→ **TASK TO CARRY OUT**
Repeat all the data exactly, and where a record holds a picture, leave that picture out.

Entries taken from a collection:
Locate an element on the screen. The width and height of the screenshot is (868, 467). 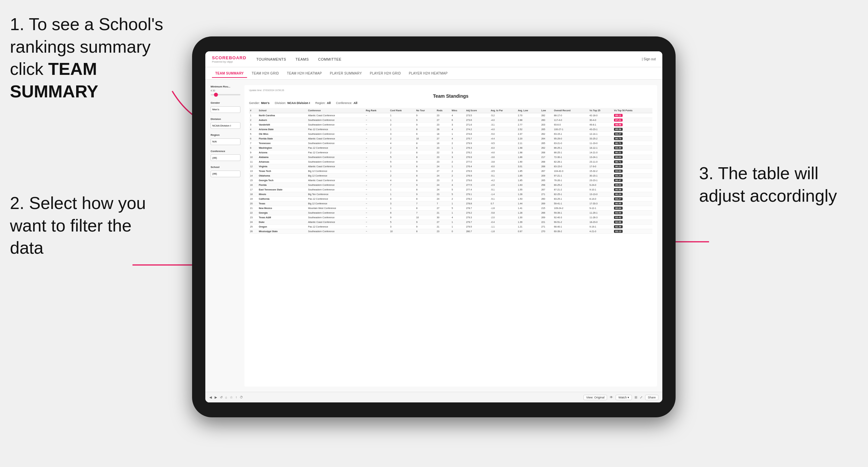
nav-teams: TEAMS is located at coordinates (302, 59).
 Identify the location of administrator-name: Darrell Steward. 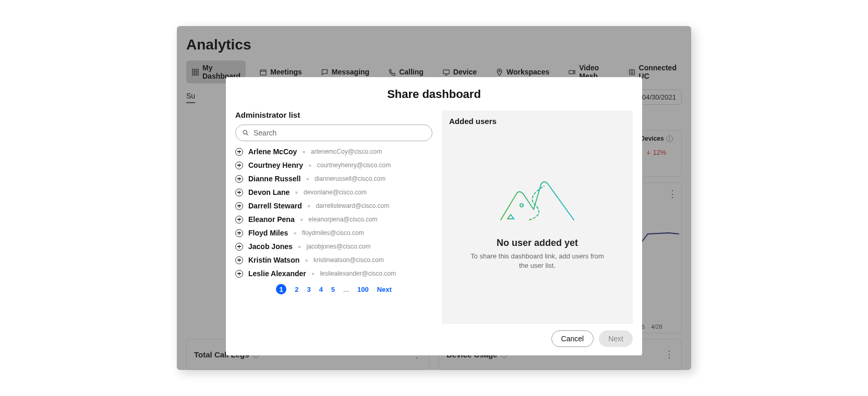
(275, 206).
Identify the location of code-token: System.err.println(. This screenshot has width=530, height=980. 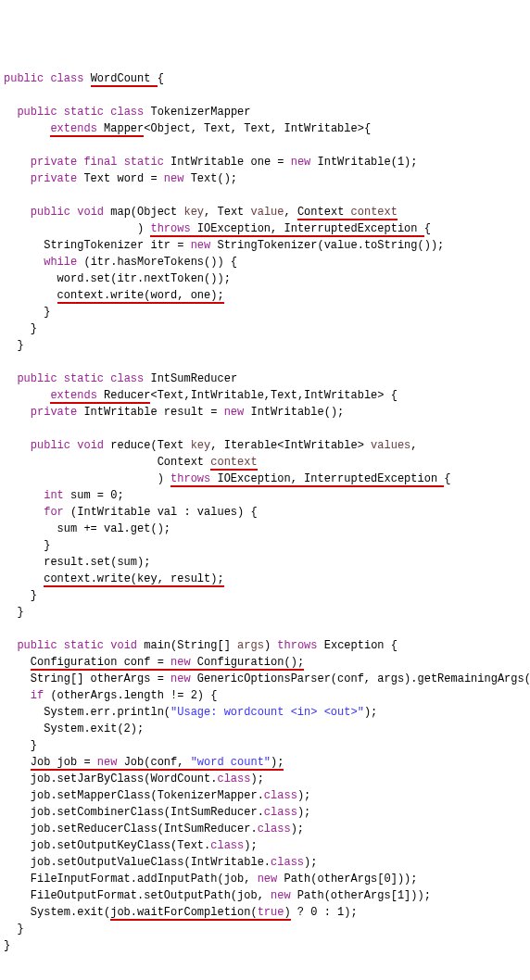
(87, 712).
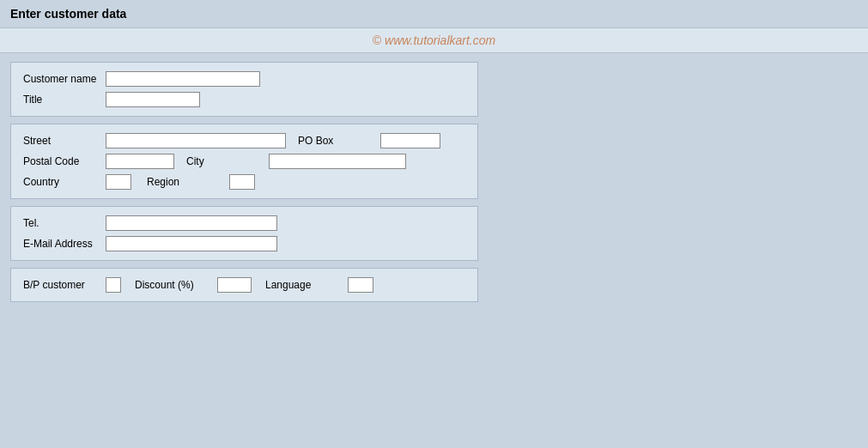 The image size is (868, 448). Describe the element at coordinates (244, 285) in the screenshot. I see `business-row: B/P customer Discount (%) Language` at that location.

→ **WRITTEN RESPONSE**
Locate an element on the screen. The width and height of the screenshot is (868, 467). 
nav-teams: TEAMS is located at coordinates (302, 59).
 Identify the location of administrator-name: Darrell Steward. 
(275, 206).
Identify the location of code-token: System.err.println(. This screenshot has width=530, height=980. 
(87, 712).
 The image size is (868, 448). Describe the element at coordinates (244, 285) in the screenshot. I see `business-row: B/P customer Discount (%) Language` at that location.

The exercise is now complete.